Normally we have a tacit underlying sense of bodily certainty that characterizes everyday embodied experience. But in illness this certainty breaks down and is replaced by bodily doubt. This sense of bodily doubt is the breakdown of this tacit certainty, and leads to a radically modified embodied experience.

                   —Havi Carel, “Invisible Suffering,” 2018

You don’t need to take a philosophy class to recognize the famous quote, “I think; therefore I am.” Called the cogito, named for the first word appearing in its latin formulation, cogito ergo sum, René Descartes first published this principle in 1637, je pense, donc je suis. The latin may add gravitas, but the french enabled access to a wider audience.

As far as my philosophy goes, I’m much more a student of Carel’s (the leading quote above) than I am of Descartes’. In fact, shortly after my diagnosis, I reached out to Prof. Carel and shared my love of her work on the philosophy of illness, from my perspective, as a philosophy grad student recently diagnosed with brain cancer. She requested my address, and Havi shipped to me a signed copy of one of her books. While Professor Carel, or Dr. Carel, are her earned titles, I’ll call her Havi because that’s how she signed her name in the book she sent to me.

It’s not only Havi’s kindness that draws me to her work. She writes with expertise from the collision of her lived experience with chronic illness and her professional experience as a leading scholar of phenomenology. You may recognize the word phenomenon hiding in plain sight inside phenomenology, and this is a good way to understand the field of study. What is a phenomenon? A happening, the observation of something, an occurrence, maybe? An experience? Put simply, this is phenomenology: The study of experience. Usually, one’s own. We might say the study of “what it’s like,” whatever “it” may be.

For Havi–and for me–that it, is life-threatening illness.

Let’s get back to the quotes I’m pointing us to. What do they matter? Well I think these quotes give us two different ideas of how we live our lives. For Descartes, the story goes like this: Monsieur René sought respite in his country home where he locked himself away and wrote his aptly titled Meditations on First Philosophy. Therein, Descartes documents his program of methodological doubt. Engaged in this exercise of doubt, Descartes would subject all of his beliefs to skeptical arguments. Mathematics, logic, sensation, and so on, Descartes would question every belief he thought he held until he would finally reach bedrock. The claim that he could not doubt. The very bottom of the rabbit hole.

Cogito; ergo sum.

Whatever Descartes may be, when all else was stripped away, he took as his first principle that he was a thinking thing. That he was the one thinking could not be doubted.

I think; therefore, I am.

Prof. Carel begins with the tacit certainty of the body. You, reader, have this tacit certainty. Did you just take a breath? Did you blink? Did you know that you did? Is your foot bouncing? Did you scratch your ear? Did you scroll your phone, and did you consciously direct your thumb to slide against the smooth screen or did it just sort of happen? This is the tacit certainty of the body.
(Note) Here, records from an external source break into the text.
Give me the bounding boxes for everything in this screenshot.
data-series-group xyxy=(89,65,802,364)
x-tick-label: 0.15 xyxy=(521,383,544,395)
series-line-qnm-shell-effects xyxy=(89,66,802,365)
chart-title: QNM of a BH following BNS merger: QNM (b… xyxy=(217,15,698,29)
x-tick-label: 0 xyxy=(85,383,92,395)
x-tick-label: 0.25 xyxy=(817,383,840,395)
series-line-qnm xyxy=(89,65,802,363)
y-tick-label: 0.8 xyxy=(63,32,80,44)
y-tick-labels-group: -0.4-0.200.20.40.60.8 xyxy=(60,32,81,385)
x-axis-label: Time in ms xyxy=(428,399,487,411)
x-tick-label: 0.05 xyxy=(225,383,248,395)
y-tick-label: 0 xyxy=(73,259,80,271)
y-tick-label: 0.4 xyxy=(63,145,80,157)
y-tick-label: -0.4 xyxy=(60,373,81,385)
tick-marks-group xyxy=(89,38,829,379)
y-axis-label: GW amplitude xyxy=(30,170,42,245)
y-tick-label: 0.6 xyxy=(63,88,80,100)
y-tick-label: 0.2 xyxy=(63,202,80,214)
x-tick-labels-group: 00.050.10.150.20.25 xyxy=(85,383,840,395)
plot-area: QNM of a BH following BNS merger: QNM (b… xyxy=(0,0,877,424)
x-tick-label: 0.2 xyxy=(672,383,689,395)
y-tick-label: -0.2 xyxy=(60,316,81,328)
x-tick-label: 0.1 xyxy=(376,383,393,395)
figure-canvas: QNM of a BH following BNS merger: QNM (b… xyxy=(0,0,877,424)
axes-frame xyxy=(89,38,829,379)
For decades, I questioned little about my body. It simply worked. Sure, I was aware of my limitations. I was never much of an athlete, not a good dancer, and I can’t make that weird double fold thing with my tongue. But day-to-day, say, moving effortlessly in choreography with my fellow barkeep at the cocktail bar, I’d take orders while shaking a gimlet in my left hand and stirring a sazerac with my right.

“Behind sharp!” the barback would call, I’d subconsciously shift forward. The tacit certainty of our bodies.

I’m not an observer to my illness; I am my illness. Or my illness is me, part of me, anyway. Don’t confuse what I’m saying as an identity thing, or a caution against it. I’m not saying, “I am my illness” like it is defining me. No, I am saying something much deeper. The way that I hold tacit certainty in my body, my body includes a disease with deficits. I am motor impaired. My left leg is weak and not agile. It’s a slug. It drags along. I don’t “see this” from outside my body, I don’t even know what this would mean. I live this. My body presents the world to me, so whatever my body is, is my experience of the world. I experience the world with motor deficit.

The what it’s like-ness of illness is not seeing your body become ill because that would mean you are outside your body; detached from it. Like a ghost in the machine.

Stop reading.

Are you “outside” your body? Or, like piloting it? No! You’re living whatever *gestures* this is. Same. Imagine 3rd person shooting your way through life! Weird. No, we are our bodies, and our bodies present our world to us.

Spend time with that. How is your world shaped by your body? How might someone else’s be shaped by theirs? How could we design a world that strives toward imaging what it’s like to be in someone else’s body, having their experience of the world? Are we shaping worlds in which our bodies will thrive?

This blog was published by Glioblastology on February 5, 2024. It is republished with permission.